Smartphone-driven lab-on-a-chip quickly detects multiple pathogens
A team of researchers at the University of Illinois at Urbana-Champaign and the University of Washington at Tacoma has developed a novel platform to diagnose infectious disease at the point of care, using a smartphone as the detection instrument in conjunction with a test kit in the format of a credit card. The team's findings demonstrated detection of four horse respiratory diseases, as well as detection and quantification of the presence of zika, dengue, and chikungunya virus in a droplet of whole blood.
The low-cost, portable, smartphone-integrated system provides a promising solution to address the challenges of infectious disease diagnostics, especially in resource-limited settings or in situations where a result is needed immediately. The diagnostic tool’s integration with mobile communications technology allows personalized patient care, and facilitates information management for both healthcare providers and epidemiological surveillance efforts. Importantly, the system achieves detection limits comparable to those obtained by laboratory-based methods and instruments, in about 30 minutes.
A useful capability for human point-of-care diagnosis or for a mobile veterinary laboratory is to simultaneously test for the presence of more than one pathogen with a single test protocol, which lowers cost, saves time and effort, and allows for a panel of pathogens, which may cause similar symptoms, to be identified.
The technology is intended to enable clinicians to rapidly diagnose disease in their office or in the field, resulting in earlier, more informed patient management decisions, while markedly improving the control of disease outbreaks. An important prerequisite for the widespread adoption of point-of-care tests at the patient’s side is the availability of detection instruments that are inexpensive, portable, and able to share data wirelessly over the Internet.
The system uses a commercial smartphone to acquire and interpret real-time images of an enzymatic amplification reaction that takes place in a silicon microfluidic chip that generates green fluorescence and displays a visual read-out of the test. The system is composed of an unmodified smartphone and a portable 3D-printed cradle that supports the optical and electrical components, and interfaces with the rear-facing camera of the smartphone.
The software application operating on the smartphone gathers information about the tests conducted on the microfluidic card, patient-specific information, and the results from the assays, that are then communicated to a cloud storage database.
Next, the researchers want to test the device at multiple sites in multiple geographic locations, and so so in real-world situations.
Full details of the work appear in the journals Analytical Chemistry and Biomedical Microdevices.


TRY IT:
A word-for-word repetition of all the entries is required.
==== INPUT
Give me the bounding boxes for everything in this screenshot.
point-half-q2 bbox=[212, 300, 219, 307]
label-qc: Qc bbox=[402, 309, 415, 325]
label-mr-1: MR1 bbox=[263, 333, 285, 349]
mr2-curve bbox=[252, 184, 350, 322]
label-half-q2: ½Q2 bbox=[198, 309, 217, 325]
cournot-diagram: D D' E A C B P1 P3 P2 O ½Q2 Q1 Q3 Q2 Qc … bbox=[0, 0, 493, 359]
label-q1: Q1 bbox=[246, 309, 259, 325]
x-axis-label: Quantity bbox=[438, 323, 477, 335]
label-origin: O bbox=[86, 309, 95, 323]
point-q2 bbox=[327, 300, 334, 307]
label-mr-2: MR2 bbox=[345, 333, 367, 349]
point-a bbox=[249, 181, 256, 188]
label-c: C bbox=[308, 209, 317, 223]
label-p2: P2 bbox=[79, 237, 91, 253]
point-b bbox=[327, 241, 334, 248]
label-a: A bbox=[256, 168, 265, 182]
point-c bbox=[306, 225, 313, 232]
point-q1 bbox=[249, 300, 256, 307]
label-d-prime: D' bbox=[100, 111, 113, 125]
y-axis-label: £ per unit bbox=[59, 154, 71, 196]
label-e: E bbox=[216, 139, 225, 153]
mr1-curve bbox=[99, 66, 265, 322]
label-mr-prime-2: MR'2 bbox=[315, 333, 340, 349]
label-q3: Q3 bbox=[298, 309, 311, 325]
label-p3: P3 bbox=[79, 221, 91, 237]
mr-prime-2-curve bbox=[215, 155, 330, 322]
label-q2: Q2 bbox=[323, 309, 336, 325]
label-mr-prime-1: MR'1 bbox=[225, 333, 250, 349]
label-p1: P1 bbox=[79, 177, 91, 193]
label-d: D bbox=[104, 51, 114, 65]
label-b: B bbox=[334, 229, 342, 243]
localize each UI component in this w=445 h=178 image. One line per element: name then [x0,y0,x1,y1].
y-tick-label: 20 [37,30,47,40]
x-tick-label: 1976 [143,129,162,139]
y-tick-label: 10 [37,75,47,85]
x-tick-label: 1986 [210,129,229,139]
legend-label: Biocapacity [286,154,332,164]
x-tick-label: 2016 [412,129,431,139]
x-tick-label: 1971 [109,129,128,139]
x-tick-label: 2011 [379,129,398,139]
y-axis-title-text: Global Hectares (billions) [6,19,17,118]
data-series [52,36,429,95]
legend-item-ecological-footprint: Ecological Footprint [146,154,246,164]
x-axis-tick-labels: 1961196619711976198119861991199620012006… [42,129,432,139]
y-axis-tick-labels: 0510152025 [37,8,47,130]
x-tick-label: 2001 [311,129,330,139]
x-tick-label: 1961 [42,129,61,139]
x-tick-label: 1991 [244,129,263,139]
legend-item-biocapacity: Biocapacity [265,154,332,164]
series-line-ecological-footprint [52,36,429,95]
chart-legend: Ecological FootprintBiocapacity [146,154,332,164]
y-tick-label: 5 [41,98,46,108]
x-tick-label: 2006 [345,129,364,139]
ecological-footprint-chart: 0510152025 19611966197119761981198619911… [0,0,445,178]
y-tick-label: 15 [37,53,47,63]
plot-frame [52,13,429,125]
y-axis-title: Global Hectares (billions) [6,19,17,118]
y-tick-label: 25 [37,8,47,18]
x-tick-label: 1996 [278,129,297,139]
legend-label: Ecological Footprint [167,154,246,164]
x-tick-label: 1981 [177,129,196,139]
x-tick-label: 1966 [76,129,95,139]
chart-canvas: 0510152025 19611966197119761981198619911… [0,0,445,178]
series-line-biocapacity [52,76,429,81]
========
ANSWER SPACE:
Give me the bounding boxes for everything in this screenshot.
point-half-q2 bbox=[212, 300, 219, 307]
label-qc: Qc bbox=[402, 309, 415, 325]
label-mr-1: MR1 bbox=[263, 333, 285, 349]
mr2-curve bbox=[252, 184, 350, 322]
label-half-q2: ½Q2 bbox=[198, 309, 217, 325]
cournot-diagram: D D' E A C B P1 P3 P2 O ½Q2 Q1 Q3 Q2 Qc … bbox=[0, 0, 493, 359]
label-q1: Q1 bbox=[246, 309, 259, 325]
x-axis-label: Quantity bbox=[438, 323, 477, 335]
label-origin: O bbox=[86, 309, 95, 323]
point-q2 bbox=[327, 300, 334, 307]
label-mr-2: MR2 bbox=[345, 333, 367, 349]
point-a bbox=[249, 181, 256, 188]
label-c: C bbox=[308, 209, 317, 223]
label-p2: P2 bbox=[79, 237, 91, 253]
point-b bbox=[327, 241, 334, 248]
label-a: A bbox=[256, 168, 265, 182]
point-c bbox=[306, 225, 313, 232]
point-q1 bbox=[249, 300, 256, 307]
label-d-prime: D' bbox=[100, 111, 113, 125]
y-axis-label: £ per unit bbox=[59, 154, 71, 196]
label-e: E bbox=[216, 139, 225, 153]
mr1-curve bbox=[99, 66, 265, 322]
label-mr-prime-2: MR'2 bbox=[315, 333, 340, 349]
label-q3: Q3 bbox=[298, 309, 311, 325]
label-p3: P3 bbox=[79, 221, 91, 237]
mr-prime-2-curve bbox=[215, 155, 330, 322]
label-q2: Q2 bbox=[323, 309, 336, 325]
label-mr-prime-1: MR'1 bbox=[225, 333, 250, 349]
label-p1: P1 bbox=[79, 177, 91, 193]
label-d: D bbox=[104, 51, 114, 65]
label-b: B bbox=[334, 229, 342, 243]
localize each UI component in this w=445 h=178 image. One line per element: name then [x0,y0,x1,y1].
y-tick-label: 20 [37,30,47,40]
x-tick-label: 1976 [143,129,162,139]
y-tick-label: 10 [37,75,47,85]
x-tick-label: 1986 [210,129,229,139]
legend-label: Biocapacity [286,154,332,164]
x-tick-label: 2016 [412,129,431,139]
x-tick-label: 1971 [109,129,128,139]
x-tick-label: 2011 [379,129,398,139]
y-axis-title-text: Global Hectares (billions) [6,19,17,118]
data-series [52,36,429,95]
legend-item-ecological-footprint: Ecological Footprint [146,154,246,164]
x-axis-tick-labels: 1961196619711976198119861991199620012006… [42,129,432,139]
y-axis-tick-labels: 0510152025 [37,8,47,130]
x-tick-label: 2001 [311,129,330,139]
x-tick-label: 1961 [42,129,61,139]
x-tick-label: 1991 [244,129,263,139]
legend-item-biocapacity: Biocapacity [265,154,332,164]
series-line-ecological-footprint [52,36,429,95]
chart-legend: Ecological FootprintBiocapacity [146,154,332,164]
y-tick-label: 5 [41,98,46,108]
x-tick-label: 2006 [345,129,364,139]
ecological-footprint-chart: 0510152025 19611966197119761981198619911… [0,0,445,178]
y-tick-label: 15 [37,53,47,63]
plot-frame [52,13,429,125]
y-axis-title: Global Hectares (billions) [6,19,17,118]
y-tick-label: 25 [37,8,47,18]
x-tick-label: 1996 [278,129,297,139]
legend-label: Ecological Footprint [167,154,246,164]
x-tick-label: 1981 [177,129,196,139]
x-tick-label: 1966 [76,129,95,139]
chart-canvas: 0510152025 19611966197119761981198619911… [0,0,445,178]
series-line-biocapacity [52,76,429,81]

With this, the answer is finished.